The locality of the Temple, where knights displayed a sovereign splendour and the roués of Paris laughed at the philosophers’ splendid wit,—where kings put their plate in pawn, and where the people made prisoners of kings,—was turned to something like base uses when, upon its sacred or classic soil,—soil, at all events, on which flourished a giant crop of varied memories,—was erected the arcaded and pilastered rotunda, beneath which dealers drove bargains in dilapidated habits. The Paris class of such dealers is a class apart, who barter, sell, and re-sell; and through whose hands pass the rejected garments of court and city. There, in old chests, may still be found tarnished lace coats, which once shone brilliantly at the court of Louis XV.; and embroidered robes, whose original wearers sat at the suppers of the Regent, and laughed at Heaven. By the side of the republican carmagnole hangs the red robe of the parliamentary magistrates, or judges rather, with something of the senator annexed,—a little of the legislative with a trifle of the executive, and not very much of either,—and who wore those scarlet robes on days of high rejoicing, when the grand wearers of them were accustomed, as they met at the tribunal, not to bow but to curtsey to each other. The act is not incongruous to the dress; for when the Turkish Ambassador first saw our own judges in their crimson draperies, seated in the House of Lords, he innocently asked who all those old ladies were who were huddled together and looked so uncomfortable. But to return to Paris.

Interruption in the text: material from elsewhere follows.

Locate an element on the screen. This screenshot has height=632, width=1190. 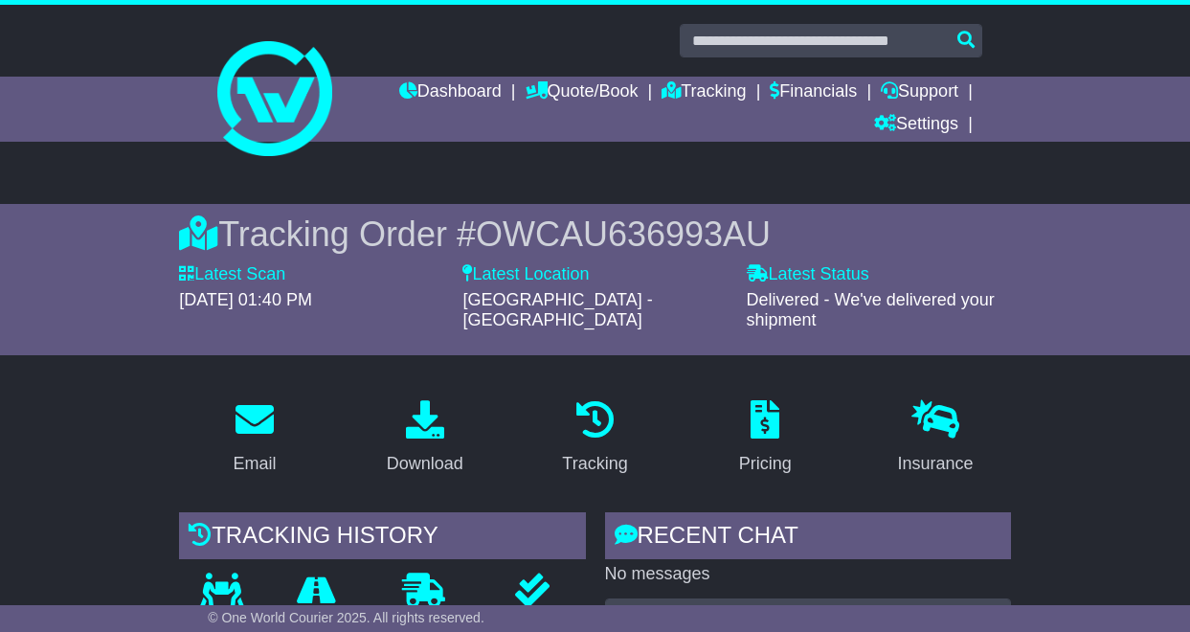
a: Pricing is located at coordinates (765, 438).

It is to the Temple that the correct comedian runs who would fain discover the proper type of a lost mode of the last century. And this reminds me that the law in France is exceedingly strict, even with respect to the costume of a comedian. It is not many months since that a young French actress, possessed with becoming ideas of decency, refused to put on the extremely minute portion of transparent gauze which was allotted to her as her entire costume, in a fairy piece then about to appear. She averred that to stand so attired, rather undressed than dressed, before the public, would be an insult to the audience and a degradation to herself. The manager, not more modest than those delicate creatures generally are, did not comprehend, and therefore could not respect, the sentiment which influenced the young actress; and he accordingly summoned her to the tribunal of the law. The grave magistrate heard the case, examined the bit of gauze, condemned the poor girl to wear it, and went in the evening to see how she looked. The worthy official of the very blind Astræa repaired to the lady’s “loge” when all was over, and inquired pleasantly how she had felt when greeted by the acclamations of the audience. “I felt as if I were in the pillory,” said the really decens Nympha, “and that every shout was a missile flung at my head.” The solemn villain smiled, tapped her on the cheek, and bade her take courage; “that foolish excess of modesty,” he said, “would soon disappear!” Thus we see that Paris has not improved in this respect since the days when people saw “the Testament turned into melodramas nightly:”—
“Here Daniel in pantomime bids bold defiance
To Nebuchadnezzar and all his stuff’d lions;
While pretty young Israelites dance round the prophet,
In very thin clothing, and but little of it.